Author: G. Bard Ermentrout
language: en
Publisher: Springer Science & Business Media
Release Date: 2010-07-01
This book applies methods from nonlinear dynamics to problems in neuroscience. It uses modern mathematical approaches to understand patterns of neuronal activity seen in experiments and models of neuronal behavior. The intended audience is researchers interested in applying mathematics to important problems in neuroscience, and neuroscientists who would like to understand how to create models, as well as the mathematical and computational methods for analyzing them. The authors take a very broad approach and use many different methods to solve and understand complex models of neurons and circuits. They explain and combine numerical, analytical, dynamical systems and perturbation methods to produce a modern approach to the types of model equations that arise in neuroscience. There are extensive chapters on the role of noise, multiple time scales and spatial interactions in generating complex activity patterns found in experiments. The early chapters require little more than basic calculus and some elementary differential equations and can form the core of a computational neuroscience course. Later chapters can be used as a basis for a graduate class and as a source for current research in mathematical neuroscience. The book contains a large number of illustrations, chapter summaries and hundreds of exercises which are motivated by issues that arise in biology, and involve both computation and analysis. Bard Ermentrout is Professor of Computational Biology and Professor of Mathematics at the University of Pittsburgh. David Terman is Professor of Mathematics at the Ohio State University.
From Computer to Brain

Author: William W. Lytton
language: en
Publisher: Springer Science & Business Media
Release Date: 2007-05-08
Biology undergraduates, medical students and life-science graduate students often have limited mathematical skills. Similarly, physics, math and engineering students have little patience for the detailed facts that make up much of biological knowledge. Teaching computational neuroscience as an integrated discipline requires that both groups be brought forward onto common ground. This book does this by making ancillary material available in an appendix and providing basic explanations without becoming bogged down in unnecessary details. The book will be suitable for undergraduates and beginning graduate students taking a computational neuroscience course and also to anyone with an interest in the uses of the computer in modeling the nervous system.
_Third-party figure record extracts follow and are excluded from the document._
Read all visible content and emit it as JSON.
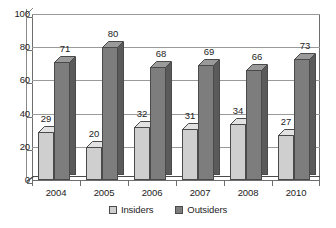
{
  "chart_data": {
    "type": "bar",
    "title": "",
    "subtitle": "",
    "xlabel": "",
    "ylabel": "",
    "categories": [
      "2004",
      "2005",
      "2006",
      "2007",
      "2008",
      "2010"
    ],
    "series": [
      {
        "name": "Insiders",
        "values": [
          29,
          20,
          32,
          31,
          34,
          27
        ],
        "color": "#cfcfcf"
      },
      {
        "name": "Outsiders",
        "values": [
          71,
          80,
          68,
          69,
          66,
          73
        ],
        "color": "#7d7d7d"
      }
    ],
    "ylim": [
      0,
      100
    ],
    "yticks": [
      0,
      20,
      40,
      60,
      80,
      100
    ],
    "ytick_labels": [
      "0",
      "20",
      "40",
      "60",
      "80",
      "100"
    ],
    "grid": true,
    "grid_axis": "y",
    "legend_position": "bottom",
    "data_labels": true,
    "style": "3d-column"
  },
  "legend": {
    "items": [
      {
        "label": "Insiders",
        "swatch": "legend-swatch-insiders"
      },
      {
        "label": "Outsiders",
        "swatch": "legend-swatch-outsiders"
      }
    ]
  },
  "colors": {
    "insiders_front": "#cfcfcf",
    "insiders_side": "#a8a8a8",
    "insiders_top": "#e2e2e2",
    "outsiders_front": "#7d7d7d",
    "outsiders_side": "#5a5a5a",
    "outsiders_top": "#9a9a9a",
    "axis": "#6d6d6d",
    "gridline": "#9a9a9a",
    "text": "#1d1d1d",
    "background": "#ffffff"
  }
}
Spikes, Decisions, and Actions

The nervous system of higher animals is very complex and highly nonlinear. among its many capabilities are making decisions and carrying out complex motor actions such as swimming. Nonlinear dynamical modelling can be used to understand and explain neural phenomena at many different levels, including - ion-currents and action potentials; short - and long - term memory; visual hallucinations; neural synchronization; motor control This book explores the mathematical principles by which brains generate spikes, make decisions, store memories, and control actions. It assumes a basic knowledge of calculus and develops the dynamical foundations of neuroscience using problem sets and computer simulations on the accompanying PC and Mac compatible MatLab disk.